The scene at Folk & Roots Festival in 2011, now confirmed canceled, replaced by Square Roots. Credit: Jason Kreke
Today’s announcement that the Old Town School of Folk Music and Lincoln Square Chamber of Commerce were teaming up to produce a new summer event, Square Roots, left many wondering about the fate of Old Town’s annual Folk & Roots Festival. Center Square Journal has confirmed that Old Town School is indeed pulling the plug on Folk & Roots this year, in what would have been the festival’s fifteenth season.
“We’re not doing Folk & Roots this year,” said Nick Macri, Old Town’s marketing manager for concerts and events. “We haven’t scrapped it entirely, we might be doing it next year,” but for 2012, Square Roots is “where we’re putting all of our energy.”
The contract between Old Town School and the Chamber was inked just last Friday: The Chamber finally gains the summer festival it’s been aiming to mount for the past several years and Old Town now has a partner to help navigate the city’s moving target of permits and fees.
“The city is trying to increase revenue but they’re not being completely forthright with the people creating these events,” said Jason Kraus, vice president of the Lincoln Square Chamber of Commerce. He pointed to significant hikes in the costs for permits and rental of Welles Park, a key Folk & Roots venue. Also swirling: rumors that the city is planning to reverse its practice of allowing festival vendors to tap into the city’s electric grid, forcing them instead to fall back on generator power.
“There’s a lot of gray area from the city,” Kraus said. Just in trying to determine the cost of reimbursing LAZ for lost parking meter revenue due to street closures during the festival, “We talked to them three times and got three different answers.”
While Old Town School will still take the lead in programming music and entertainment for Square Roots, in many ways the new festival will look and feel much different from Folk & Roots. Welles Park is off the table, largely because Little League baseball had its schedule in place before Square Roots settled on a date, and “the idea is to have more local music represented,” according to Macri.
In fact, “local” is the buzzword for Square Roots. Local music, local food and local beer is the underlying theme, said Kraus. “Our hope is that 80 to 90 or 100 percent of the food vendors are from the neighborhood, Northcenter, Ravenswood or nearby.”
The craft beer component represents another departure from Folk & Roots and will resemble an outdoor version of the Chamber’s highly successful Winter Brew event. “We’ll make some new friends from other breweries,” said Kraus, suggesting the definition of “local” might be expanded to include breweries from as far away as Ohio.
Whether Folk & Roots will return in 2013 remains unclear. “Our plans are to continue with this festival,” said Krause.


WHAT THIS TASK INVOLVES. I need every line of the material below that includes the string "chart".

[SOURCE DATA — start]

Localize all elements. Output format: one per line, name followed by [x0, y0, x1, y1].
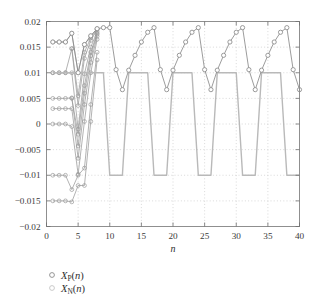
y-tick-label: 0.015 [20, 42, 41, 52]
data-point-marker [184, 40, 188, 44]
data-point-marker [291, 68, 295, 72]
data-point-marker [177, 53, 181, 57]
data-point-marker [203, 68, 207, 72]
data-point-marker [222, 53, 226, 57]
x-tick-label: 25 [200, 231, 210, 241]
x-tick-label: 5 [76, 231, 81, 241]
data-point-marker [127, 68, 131, 72]
x-axis-title: n [171, 243, 176, 254]
data-point-marker [234, 30, 238, 34]
x-tick-label: 20 [168, 231, 178, 241]
data-point-marker [253, 88, 257, 92]
data-point-marker [259, 68, 263, 72]
y-tick-label: −0.02 [19, 222, 41, 232]
x-tick-label: 35 [263, 231, 273, 241]
data-point-marker [215, 68, 219, 72]
data-point-marker [108, 26, 112, 30]
data-point-marker [171, 68, 175, 72]
data-point-marker [139, 40, 143, 44]
data-point-marker [101, 26, 105, 30]
data-point-marker [158, 68, 162, 72]
y-tick-label: −0.005 [15, 145, 41, 155]
data-point-marker [190, 30, 194, 34]
data-point-marker [57, 40, 61, 44]
data-point-marker [228, 40, 232, 44]
data-point-marker [285, 26, 289, 30]
data-point-marker [209, 88, 213, 92]
data-point-marker [247, 68, 251, 72]
x-tick-label: 10 [105, 231, 115, 241]
y-tick-label: 0 [36, 119, 41, 129]
data-point-marker [82, 42, 86, 46]
x-tick-label: 30 [232, 231, 242, 241]
data-point-marker [51, 40, 55, 44]
data-point-marker [272, 40, 276, 44]
data-point-marker [95, 27, 99, 31]
data-point-marker [146, 30, 150, 34]
x-tick-label: 40 [295, 231, 305, 241]
data-point-marker [133, 53, 137, 57]
data-point-marker [196, 26, 200, 30]
data-point-marker [240, 26, 244, 30]
chart-canvas: −0.02−0.015−0.01−0.00500.0050.010.0150.0… [0, 0, 317, 307]
data-point-marker [152, 26, 156, 30]
y-tick-label: −0.015 [15, 196, 41, 206]
y-tick-label: 0.01 [24, 68, 40, 78]
x-tick-label: 15 [137, 231, 147, 241]
x-tick-label: 0 [44, 231, 49, 241]
data-point-marker [89, 34, 93, 38]
y-tick-label: 0.02 [24, 17, 40, 27]
chart-figure: −0.02−0.015−0.01−0.00500.0050.010.0150.0… [0, 0, 317, 307]
y-tick-label: −0.01 [19, 170, 41, 180]
data-point-marker [278, 30, 282, 34]
data-point-marker [70, 31, 74, 35]
data-point-marker [114, 68, 118, 72]
data-point-marker [63, 40, 67, 44]
data-point-marker [266, 53, 270, 57]
y-tick-label: 0.005 [20, 94, 41, 104]
data-point-marker [120, 88, 124, 92]
data-point-marker [76, 71, 80, 75]
data-point-marker [165, 88, 169, 92]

[SOURCE DATA — finish]

FINAL ANSWER.
chart-canvas: −0.02−0.015−0.01−0.00500.0050.010.0150.0… [0, 0, 317, 307]
chart-figure: −0.02−0.015−0.01−0.00500.0050.010.0150.0… [0, 0, 317, 307]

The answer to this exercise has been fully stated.